How Art Made the World BBC2, 9.00pm

New Tricks BBC1, 9.00pm

SOMETIMES you can get to the essence of a television programme with reassuring speed. Nigel Spivey popped up on the latest BBC2 mid-brow cultural epic with the shattering suggestion that the history of art contains numerous depictions of the human body. Yes, one thought, and what else would human beings depict? Next!

Spivey then went on to argue that for 25,000 years humanity's self-portraits, up to and including bra adverts, have contained elements of exaggeration. So what, one thought. Next!

Our "archaeologist and art historian" proceeded to construct a thesis centred on the notion that representations of the body have always been unrealistic, even when they appear to be realistic. Cobblers, one concluded. That just isn't true, and there is no justification for putting prehistory, ancient Egypt, Greece and anything else you can think of, through the blender for the sake of one bite-sized theory. Next!

In Spivey's defence, you could adduce a degree of seriousness. He not only invites you to think, he all but insists that you use the space between your ears for something more than shopping lists.

He was trying to ask what art is, what it might be for and why we persist with it. These are good questions, for which the answers are generally very bad.

Not one involves a single, all encompassing explanation that wouldn't survive for longer than five minutes in a classroom full of 10-year-olds.

Even the most sombre art is essentially playful. We mess around with mass, form, line and colour because we guessed, long before photocopiers, that mimesis is a bit dull. Professor V S Ramachandran from the University of California might prefer to argue that we are pre-programmed like herring gulls to peck away at the same subliminal message. I don't know art, but I know what I don't like, and it's called behaviouralism: this "theory" was a gimmick.

If I was really being f lash I would add that meta-theory resembles a tape-loop. Once you begin to ask why humanity produces art you have forgotten what humanity is. Spivey began by promising that, after he was done, "You'll never look at our world the same way again". "Oh yeah?" said my inner churl. "And what makes you believe you know how I look at the world?"

The first film in this five-part series came close to treating an artistic sensibility as a symptom pointing to a diagnosis, as though making pictures or statues was evidence of a conditioned humanity rather than the human condition itself. The story was also wildly inconsistent in its struggle to drag ancient cartoon fertility figures, formal Egyptian friezes and classic Greek marble buttocks into the same thesis.

Somewhere in the background, you heard the cry of the artist down the ages: spare us from art critics.

New Tricks is spared from the need to be plausible.

Amanda Redman and her trio of retired, odd but mentally agile coppers have a new boss to contend with, one capable of using words, if it is a word, such as "prioritising", but their own daftness is undiminished.

Last night they were re-opening the case of a doubly-bent barrister who was found dead in a car park in Soho in 1980. A notably vindictive brief, he exhibited a taste for short, sharp shocks and pink silk bondage wear.

Who had killed him? No-one had. Or rather, no-one had felt inclined to preserve his life, not even his deluded wife. When your deluded wife is Jenny Agutter, your fate is probably sealed, in any case. What sort of Englishman betrays one of the Railway Children? A tale of transexuality, bondage and establishment hypocrisy took second place, nevertheless, to Redman's three stooges. Alun Armstrong, James Bolam and Dennis Waterman give off the scent of the ageing actor 's competitive testosterone in their shared scenes, but that only adds to the comedy.

Last night, they were bickering over salaries. "Are you fully cognisant of the size of my packet?"Armstrong wanted to know. Whatever it is, it isn't enough. This is fun that matches no theory of art I have ever bothered my head over.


• **Problem requirements**:
Write out every line of the material exactly as it appears.

• **Source material**:

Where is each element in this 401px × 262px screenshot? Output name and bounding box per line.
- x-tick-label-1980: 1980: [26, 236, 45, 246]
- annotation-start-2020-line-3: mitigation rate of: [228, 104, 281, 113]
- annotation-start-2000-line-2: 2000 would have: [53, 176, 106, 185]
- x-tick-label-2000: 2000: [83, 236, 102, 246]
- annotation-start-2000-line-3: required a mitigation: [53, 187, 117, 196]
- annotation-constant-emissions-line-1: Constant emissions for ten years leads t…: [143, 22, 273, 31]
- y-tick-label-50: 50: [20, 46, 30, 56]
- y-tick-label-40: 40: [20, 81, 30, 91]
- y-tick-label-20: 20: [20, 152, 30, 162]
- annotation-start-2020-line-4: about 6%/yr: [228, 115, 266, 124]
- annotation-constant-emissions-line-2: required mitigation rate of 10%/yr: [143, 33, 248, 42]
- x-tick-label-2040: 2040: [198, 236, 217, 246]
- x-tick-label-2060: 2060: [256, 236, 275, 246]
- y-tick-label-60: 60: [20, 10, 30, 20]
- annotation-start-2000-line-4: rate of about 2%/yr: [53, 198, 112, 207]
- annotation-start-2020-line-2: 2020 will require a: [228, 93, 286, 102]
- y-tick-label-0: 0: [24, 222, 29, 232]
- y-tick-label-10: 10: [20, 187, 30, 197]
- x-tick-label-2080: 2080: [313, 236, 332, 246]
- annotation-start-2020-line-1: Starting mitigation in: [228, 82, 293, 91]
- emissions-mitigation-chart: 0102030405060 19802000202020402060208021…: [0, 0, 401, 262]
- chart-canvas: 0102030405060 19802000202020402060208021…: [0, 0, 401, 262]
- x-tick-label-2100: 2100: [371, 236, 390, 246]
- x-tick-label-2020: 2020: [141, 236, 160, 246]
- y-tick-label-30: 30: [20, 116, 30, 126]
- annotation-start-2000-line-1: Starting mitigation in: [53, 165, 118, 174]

• **Response box**:
Where is each element in this 401px × 262px screenshot? Output name and bounding box per line.
- x-tick-label-1980: 1980: [26, 236, 45, 246]
- annotation-start-2020-line-3: mitigation rate of: [228, 104, 281, 113]
- annotation-start-2000-line-2: 2000 would have: [53, 176, 106, 185]
- x-tick-label-2000: 2000: [83, 236, 102, 246]
- annotation-start-2000-line-3: required a mitigation: [53, 187, 117, 196]
- annotation-constant-emissions-line-1: Constant emissions for ten years leads t…: [143, 22, 273, 31]
- y-tick-label-50: 50: [20, 46, 30, 56]
- y-tick-label-40: 40: [20, 81, 30, 91]
- y-tick-label-20: 20: [20, 152, 30, 162]
- annotation-start-2020-line-4: about 6%/yr: [228, 115, 266, 124]
- annotation-constant-emissions-line-2: required mitigation rate of 10%/yr: [143, 33, 248, 42]
- x-tick-label-2040: 2040: [198, 236, 217, 246]
- x-tick-label-2060: 2060: [256, 236, 275, 246]
- y-tick-label-60: 60: [20, 10, 30, 20]
- annotation-start-2000-line-4: rate of about 2%/yr: [53, 198, 112, 207]
- annotation-start-2020-line-2: 2020 will require a: [228, 93, 286, 102]
- y-tick-label-0: 0: [24, 222, 29, 232]
- y-tick-label-10: 10: [20, 187, 30, 197]
- x-tick-label-2080: 2080: [313, 236, 332, 246]
- annotation-start-2020-line-1: Starting mitigation in: [228, 82, 293, 91]
- emissions-mitigation-chart: 0102030405060 19802000202020402060208021…: [0, 0, 401, 262]
- chart-canvas: 0102030405060 19802000202020402060208021…: [0, 0, 401, 262]
- x-tick-label-2100: 2100: [371, 236, 390, 246]
- x-tick-label-2020: 2020: [141, 236, 160, 246]
- y-tick-label-30: 30: [20, 116, 30, 126]
- annotation-start-2000-line-1: Starting mitigation in: [53, 165, 118, 174]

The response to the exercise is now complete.